Earlier this month, the British Columbia government unveiled a new $15 million music fund to support the local music industry. The fund matches a similar Ontario initiative that has doled out nearly $30 million over the past two years with a commitment from Premier Kathleen Wynne to make the Ontario Music Fund a permanent program to support the industry.
The millions of taxpayer dollars earmarked for the music industry represents a major success for the industry lobby, which shifted several years ago from focusing on digital copyright reform to identifying new sources of government financial support.
My weekly technology law column (Toronto Star version, homepage version) notes that despite the industry accolades, the Ontario program suffers from a surprising lack of transparency with virtually no public information on how the money is actually spent. Moreover, according to documents obtained under provincial access to information laws, the Liberal government has exaggerated the impact of the first round of funding with the creation of relatively few new full-time positions and limited international investment in the province.
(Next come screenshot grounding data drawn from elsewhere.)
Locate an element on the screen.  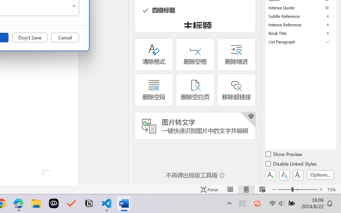
Poe is located at coordinates (54, 204).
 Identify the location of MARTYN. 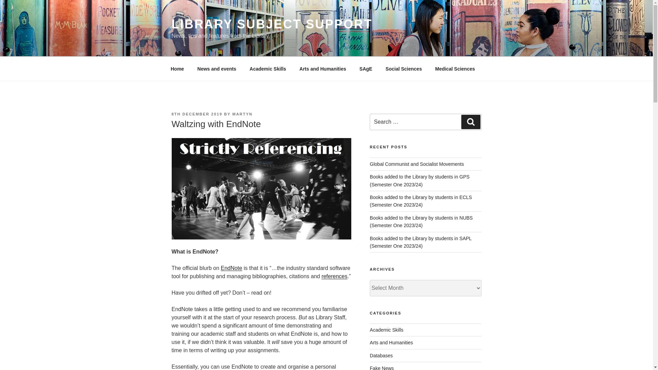
(242, 114).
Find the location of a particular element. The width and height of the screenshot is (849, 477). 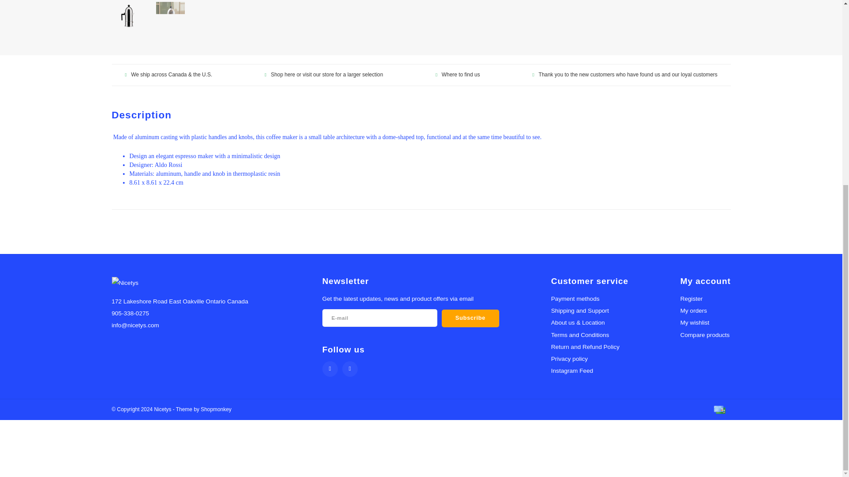

Subscribe is located at coordinates (470, 318).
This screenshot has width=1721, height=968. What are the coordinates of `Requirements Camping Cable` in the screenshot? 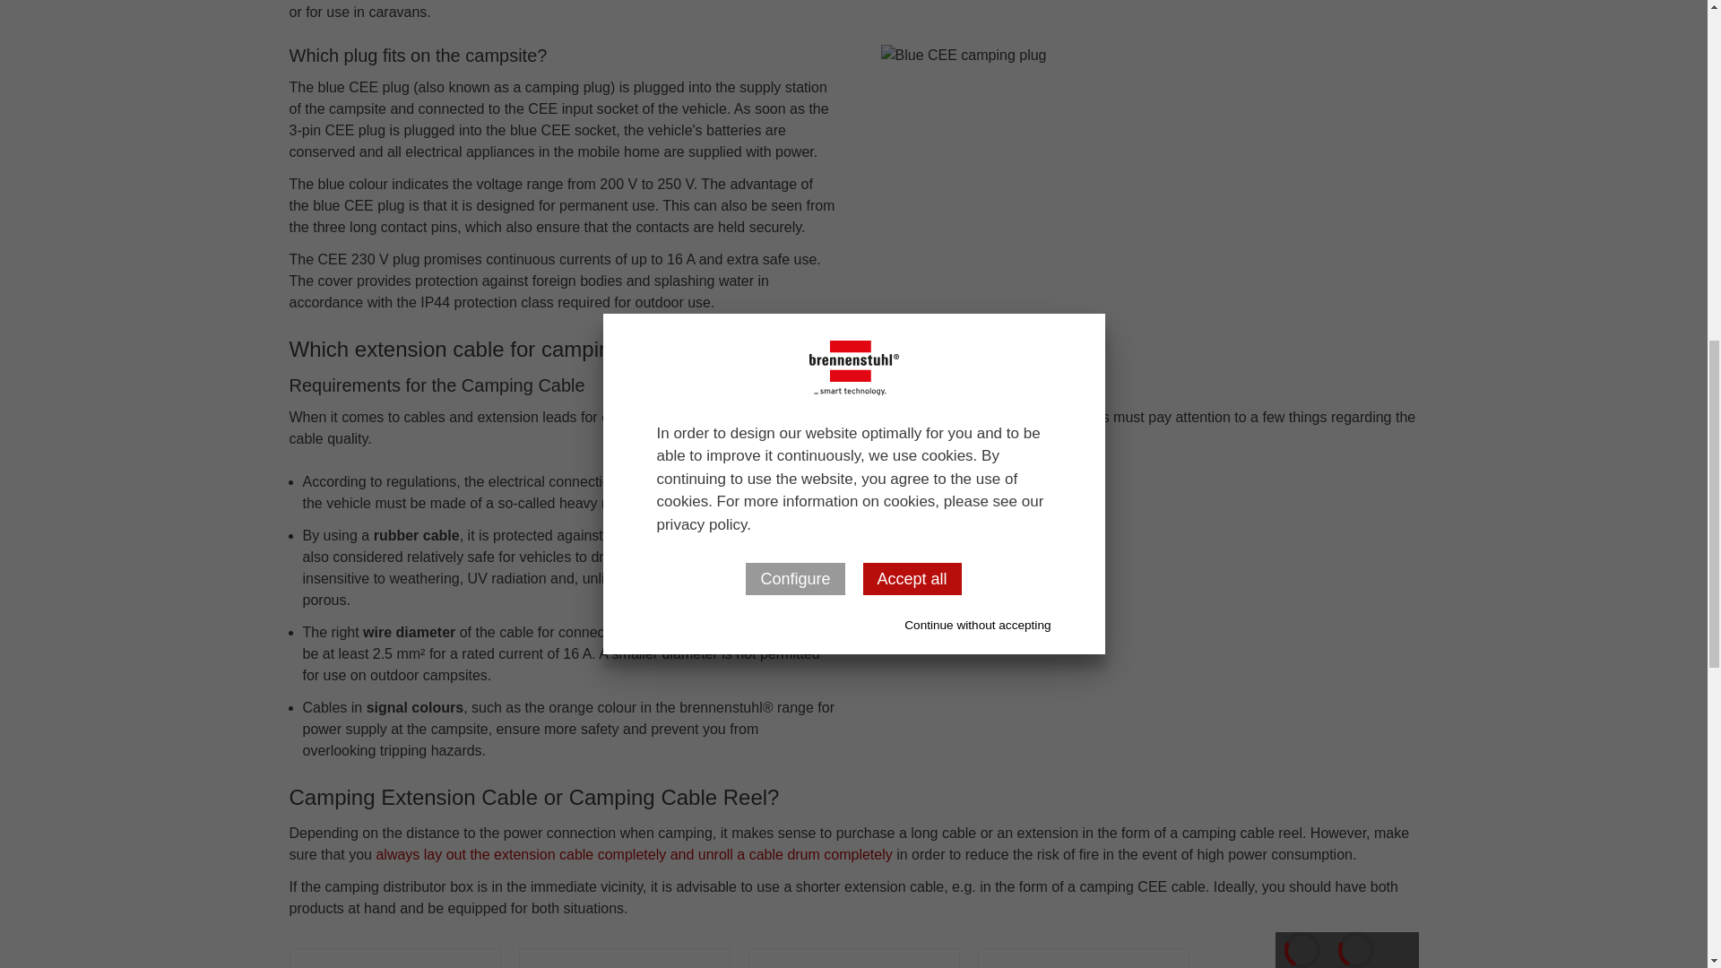 It's located at (975, 481).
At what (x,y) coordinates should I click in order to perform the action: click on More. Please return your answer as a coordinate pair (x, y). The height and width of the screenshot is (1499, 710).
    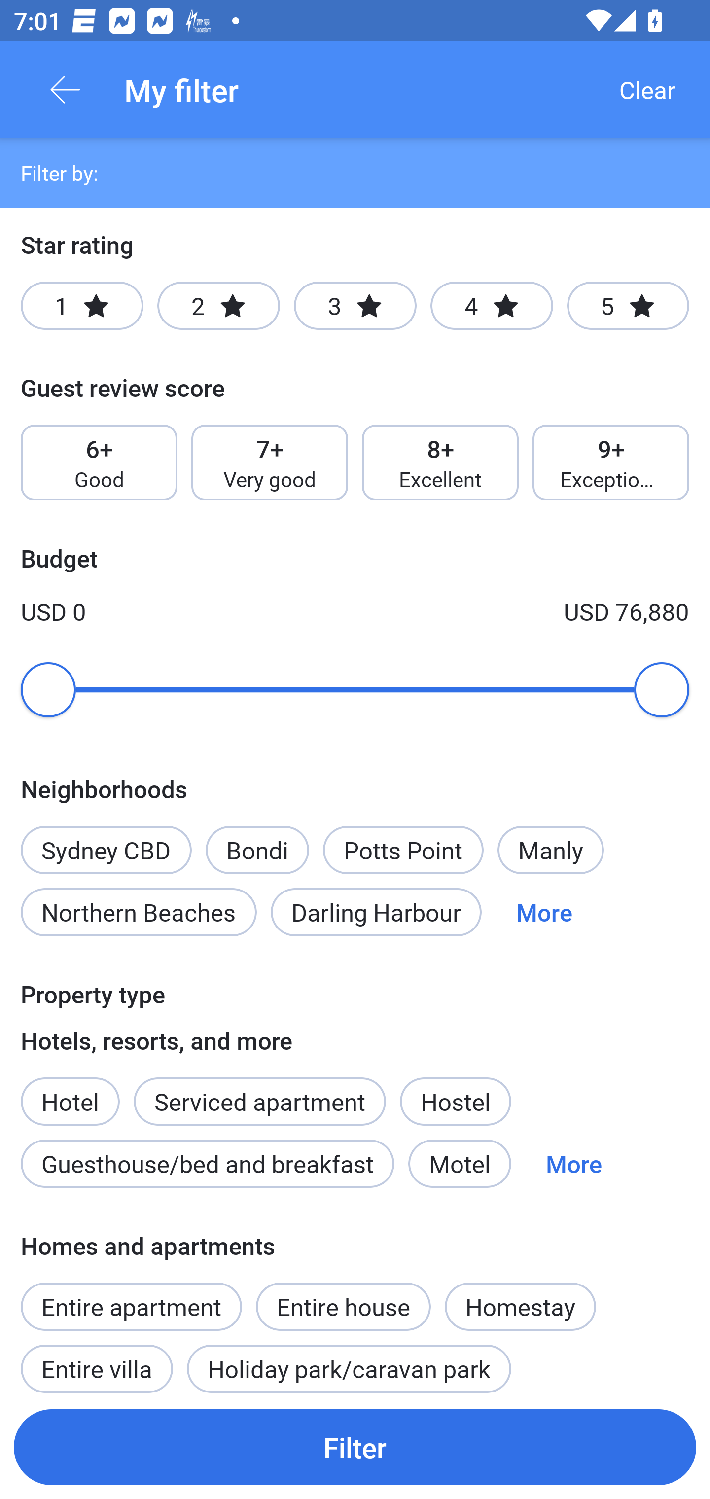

The Ontario Media Development Corporation (OMDC), which administers the program on behalf of the government, announced the first round of Ontario Music Fund recipients in September 2014. The big recording company winners were the three major foreign record labels (Sony Music Entertainment Canada, Universal Music Canada, and Warner Music Canada), who averaged more than $830,000 per company. By comparison, the 36 successful Canadian record companies garnered an average of $115,000.
The OMDC identified the recipients and the total grant amount, but it provided no details on specific projects, programs, or how the money would be spent. I subsequently filed an access to information request for the records associated with 10 of the largest funding awards. The OMDC responded with a fee estimate of $11,659.10 for the information, which was only reduced after an appeal to the provincial Information and Privacy Commissioner.
After months of delay, the released documents excluded virtually all relevant information about the funding applications. The OMDC redacted the objectives of the funding, the planned activities, recipients’ track record, communications plan, timeline of activities, anticipated outcomes, and financing. An appeal is currently before the Commissioner.
When asked about the appropriateness of the lack of disclosure, a ministry spokesperson responded that “program guidelines and evaluation criteria are made public. Applications are evaluated according to this criteria and applicants are provided with feedback if they request it once the funding decision is communicated to them.” In other words, the Ontario government supports the secretive approach in which the public has seemingly no right to know how its money is spent.
Not only is the lack of transparency surprising, but government documents suggest that the initial results are underwhelming. When asked about the results in an interview last year, Michael Coteau, the Minister of Tourism, Culture, and Sport, claimed that the fund created 2,000 jobs and that more than $24 million in revenue was brought into the sector in the first year alone.
Those claims led to a second access to information request on the program results. Once again, the OMDC was unwilling to release specific details on the results of any funded organization. Instead it provided a spreadsheet with de-identified data on all program recipients.
The data indicates that contrary to Coteau’s claims, there were only 263 new full time jobs created by the fund, a cost to taxpayers of $57,000 per new full-time job. In addition to the new full-time jobs, another 569 full-time jobs were retained, still well short of the 2,000 figure.
The investment results were not much better. Recipients reported spending less than $7 million in private equity and support, less than half of the provincial government investment. Moreover, while Coteau promoted the benefits of attracting recording to Ontario, the data indicates that only 15 international artists recorded in the province and that the total international investment in Ontario recording studios was $213,277.
As the Canadian cultural sector faces new challenges and opportunities in the digital age, there is unquestionably an important role for government support. Yet the secrecy associated with the Ontario Music Fund and the results to date provide a cautionary tale on the need for greater transparency, oversight, and accountability in public funding programs.